BEGIN

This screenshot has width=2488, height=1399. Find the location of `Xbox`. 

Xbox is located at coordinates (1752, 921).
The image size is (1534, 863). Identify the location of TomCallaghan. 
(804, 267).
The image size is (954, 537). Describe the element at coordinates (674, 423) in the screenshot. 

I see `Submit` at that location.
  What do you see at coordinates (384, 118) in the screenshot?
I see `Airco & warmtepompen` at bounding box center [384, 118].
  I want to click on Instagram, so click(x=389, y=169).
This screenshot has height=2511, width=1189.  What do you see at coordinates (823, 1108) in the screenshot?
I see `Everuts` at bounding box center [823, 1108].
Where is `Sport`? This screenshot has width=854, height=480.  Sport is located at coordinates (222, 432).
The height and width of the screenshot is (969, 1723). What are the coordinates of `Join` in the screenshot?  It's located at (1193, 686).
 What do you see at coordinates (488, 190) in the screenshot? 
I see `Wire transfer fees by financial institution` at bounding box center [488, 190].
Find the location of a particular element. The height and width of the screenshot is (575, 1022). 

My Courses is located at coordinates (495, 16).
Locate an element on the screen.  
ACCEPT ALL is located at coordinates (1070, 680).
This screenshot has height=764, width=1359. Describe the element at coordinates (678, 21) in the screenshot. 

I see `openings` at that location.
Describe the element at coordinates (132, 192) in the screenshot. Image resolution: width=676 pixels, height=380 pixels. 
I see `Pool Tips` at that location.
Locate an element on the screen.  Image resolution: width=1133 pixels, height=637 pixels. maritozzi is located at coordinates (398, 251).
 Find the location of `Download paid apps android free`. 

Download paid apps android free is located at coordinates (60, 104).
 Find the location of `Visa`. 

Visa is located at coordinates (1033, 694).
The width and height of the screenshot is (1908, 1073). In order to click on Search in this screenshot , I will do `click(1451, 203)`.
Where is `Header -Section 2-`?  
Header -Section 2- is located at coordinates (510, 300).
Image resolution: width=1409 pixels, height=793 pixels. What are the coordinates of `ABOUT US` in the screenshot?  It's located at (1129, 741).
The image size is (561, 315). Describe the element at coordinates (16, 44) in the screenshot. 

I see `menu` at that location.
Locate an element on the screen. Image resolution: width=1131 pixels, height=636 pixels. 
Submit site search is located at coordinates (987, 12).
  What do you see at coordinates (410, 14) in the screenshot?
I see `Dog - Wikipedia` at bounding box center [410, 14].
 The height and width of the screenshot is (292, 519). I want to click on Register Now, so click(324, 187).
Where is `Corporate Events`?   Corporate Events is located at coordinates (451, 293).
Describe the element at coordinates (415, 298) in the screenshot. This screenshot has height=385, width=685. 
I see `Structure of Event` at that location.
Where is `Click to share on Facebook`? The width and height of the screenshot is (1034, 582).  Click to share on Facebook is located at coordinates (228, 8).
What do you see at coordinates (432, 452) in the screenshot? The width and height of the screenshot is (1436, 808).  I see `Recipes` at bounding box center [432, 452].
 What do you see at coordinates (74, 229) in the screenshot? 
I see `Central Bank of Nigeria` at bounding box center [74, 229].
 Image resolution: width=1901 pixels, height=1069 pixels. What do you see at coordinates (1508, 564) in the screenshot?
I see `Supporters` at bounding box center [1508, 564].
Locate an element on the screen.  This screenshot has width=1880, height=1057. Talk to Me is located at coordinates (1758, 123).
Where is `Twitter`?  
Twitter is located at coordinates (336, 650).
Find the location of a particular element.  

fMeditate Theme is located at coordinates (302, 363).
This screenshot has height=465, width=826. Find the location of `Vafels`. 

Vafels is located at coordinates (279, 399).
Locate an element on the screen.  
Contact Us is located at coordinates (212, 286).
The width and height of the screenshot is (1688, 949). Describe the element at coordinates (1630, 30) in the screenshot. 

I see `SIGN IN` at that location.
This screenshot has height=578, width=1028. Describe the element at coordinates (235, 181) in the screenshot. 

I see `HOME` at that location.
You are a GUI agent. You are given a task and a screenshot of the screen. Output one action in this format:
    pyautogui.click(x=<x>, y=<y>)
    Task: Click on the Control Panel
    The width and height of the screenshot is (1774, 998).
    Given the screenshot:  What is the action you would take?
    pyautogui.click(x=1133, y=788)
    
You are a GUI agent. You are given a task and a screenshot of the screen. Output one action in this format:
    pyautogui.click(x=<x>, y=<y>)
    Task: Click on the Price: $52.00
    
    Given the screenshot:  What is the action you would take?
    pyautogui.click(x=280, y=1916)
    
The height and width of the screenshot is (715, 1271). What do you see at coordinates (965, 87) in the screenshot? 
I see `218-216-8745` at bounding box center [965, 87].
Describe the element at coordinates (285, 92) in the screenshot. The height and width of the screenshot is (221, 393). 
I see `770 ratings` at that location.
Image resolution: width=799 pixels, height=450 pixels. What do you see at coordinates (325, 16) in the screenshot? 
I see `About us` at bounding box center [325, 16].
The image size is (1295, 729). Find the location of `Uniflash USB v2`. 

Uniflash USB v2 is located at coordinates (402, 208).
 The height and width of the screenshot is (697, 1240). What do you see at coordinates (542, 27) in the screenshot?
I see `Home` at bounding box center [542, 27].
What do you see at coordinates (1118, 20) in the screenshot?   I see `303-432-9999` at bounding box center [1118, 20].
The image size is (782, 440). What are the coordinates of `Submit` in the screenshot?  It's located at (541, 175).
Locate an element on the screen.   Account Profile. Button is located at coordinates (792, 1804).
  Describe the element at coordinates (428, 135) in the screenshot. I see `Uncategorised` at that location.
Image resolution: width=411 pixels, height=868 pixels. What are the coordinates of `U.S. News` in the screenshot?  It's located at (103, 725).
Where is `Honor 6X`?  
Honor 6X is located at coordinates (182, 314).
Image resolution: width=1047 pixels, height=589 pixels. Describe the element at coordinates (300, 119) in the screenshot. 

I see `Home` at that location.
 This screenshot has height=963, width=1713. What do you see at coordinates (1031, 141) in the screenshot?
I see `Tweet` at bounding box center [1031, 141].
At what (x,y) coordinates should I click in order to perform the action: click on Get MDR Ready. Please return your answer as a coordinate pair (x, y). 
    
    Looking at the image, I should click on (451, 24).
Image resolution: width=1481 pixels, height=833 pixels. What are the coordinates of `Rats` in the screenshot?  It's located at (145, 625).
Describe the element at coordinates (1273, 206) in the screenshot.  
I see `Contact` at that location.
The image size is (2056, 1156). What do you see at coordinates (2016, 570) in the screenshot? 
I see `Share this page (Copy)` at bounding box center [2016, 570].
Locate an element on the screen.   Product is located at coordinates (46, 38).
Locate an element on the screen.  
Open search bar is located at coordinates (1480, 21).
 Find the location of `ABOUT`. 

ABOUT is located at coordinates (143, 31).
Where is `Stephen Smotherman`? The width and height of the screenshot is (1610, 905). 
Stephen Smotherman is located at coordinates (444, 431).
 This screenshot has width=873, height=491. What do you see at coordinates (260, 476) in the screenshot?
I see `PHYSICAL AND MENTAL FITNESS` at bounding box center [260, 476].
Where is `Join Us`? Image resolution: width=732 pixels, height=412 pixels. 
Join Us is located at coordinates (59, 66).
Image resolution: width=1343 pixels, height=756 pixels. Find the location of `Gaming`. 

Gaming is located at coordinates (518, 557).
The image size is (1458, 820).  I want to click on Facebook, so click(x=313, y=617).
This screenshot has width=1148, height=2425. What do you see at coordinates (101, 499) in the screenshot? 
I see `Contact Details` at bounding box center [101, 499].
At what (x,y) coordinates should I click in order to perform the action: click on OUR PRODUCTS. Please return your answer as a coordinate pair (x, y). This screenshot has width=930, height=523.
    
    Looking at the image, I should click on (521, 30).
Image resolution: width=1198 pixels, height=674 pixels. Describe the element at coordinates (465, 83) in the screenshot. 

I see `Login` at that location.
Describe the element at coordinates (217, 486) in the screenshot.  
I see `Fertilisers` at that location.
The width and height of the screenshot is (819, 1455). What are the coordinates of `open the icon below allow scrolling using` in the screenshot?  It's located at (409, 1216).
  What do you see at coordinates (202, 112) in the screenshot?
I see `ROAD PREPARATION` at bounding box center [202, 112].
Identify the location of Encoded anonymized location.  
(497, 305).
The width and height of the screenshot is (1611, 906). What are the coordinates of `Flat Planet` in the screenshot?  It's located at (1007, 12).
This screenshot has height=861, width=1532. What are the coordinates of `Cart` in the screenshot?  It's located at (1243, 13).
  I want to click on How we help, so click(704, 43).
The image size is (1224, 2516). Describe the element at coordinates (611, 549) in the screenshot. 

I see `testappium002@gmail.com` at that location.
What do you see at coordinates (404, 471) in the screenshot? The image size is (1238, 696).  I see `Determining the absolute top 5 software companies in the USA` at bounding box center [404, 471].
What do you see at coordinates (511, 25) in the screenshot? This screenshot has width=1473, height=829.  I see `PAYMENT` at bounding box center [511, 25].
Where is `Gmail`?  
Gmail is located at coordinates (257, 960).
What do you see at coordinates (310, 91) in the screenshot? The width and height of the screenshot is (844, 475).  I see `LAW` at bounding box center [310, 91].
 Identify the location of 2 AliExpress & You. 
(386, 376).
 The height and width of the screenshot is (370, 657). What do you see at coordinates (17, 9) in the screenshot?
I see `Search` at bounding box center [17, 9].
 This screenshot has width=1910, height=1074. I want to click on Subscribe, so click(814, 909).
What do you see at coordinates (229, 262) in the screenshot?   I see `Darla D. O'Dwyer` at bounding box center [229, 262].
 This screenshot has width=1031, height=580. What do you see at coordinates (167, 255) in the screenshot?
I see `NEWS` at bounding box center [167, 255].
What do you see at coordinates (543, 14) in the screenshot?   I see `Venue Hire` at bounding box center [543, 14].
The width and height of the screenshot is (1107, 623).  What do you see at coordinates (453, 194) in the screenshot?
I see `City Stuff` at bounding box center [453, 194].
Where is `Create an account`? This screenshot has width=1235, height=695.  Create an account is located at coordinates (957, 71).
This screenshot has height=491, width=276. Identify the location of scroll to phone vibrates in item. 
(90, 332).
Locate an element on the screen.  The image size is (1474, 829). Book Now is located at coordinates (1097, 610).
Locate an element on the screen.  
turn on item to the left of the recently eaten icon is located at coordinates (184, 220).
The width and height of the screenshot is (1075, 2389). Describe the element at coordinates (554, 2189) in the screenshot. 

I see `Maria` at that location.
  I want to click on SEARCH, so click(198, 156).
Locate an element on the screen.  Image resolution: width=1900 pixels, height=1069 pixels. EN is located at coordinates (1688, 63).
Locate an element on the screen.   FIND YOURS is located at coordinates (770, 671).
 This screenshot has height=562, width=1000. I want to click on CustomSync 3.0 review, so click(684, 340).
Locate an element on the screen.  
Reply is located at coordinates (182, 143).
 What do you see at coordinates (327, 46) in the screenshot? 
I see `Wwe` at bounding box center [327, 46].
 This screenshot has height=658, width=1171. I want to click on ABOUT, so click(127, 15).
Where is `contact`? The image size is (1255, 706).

END

What you will do: Collect each line above holding the string "Facebook".

Response area:
Where is `Click to share on Facebook`? The width and height of the screenshot is (1034, 582).  Click to share on Facebook is located at coordinates (228, 8).
The image size is (1458, 820).  I want to click on Facebook, so click(x=313, y=617).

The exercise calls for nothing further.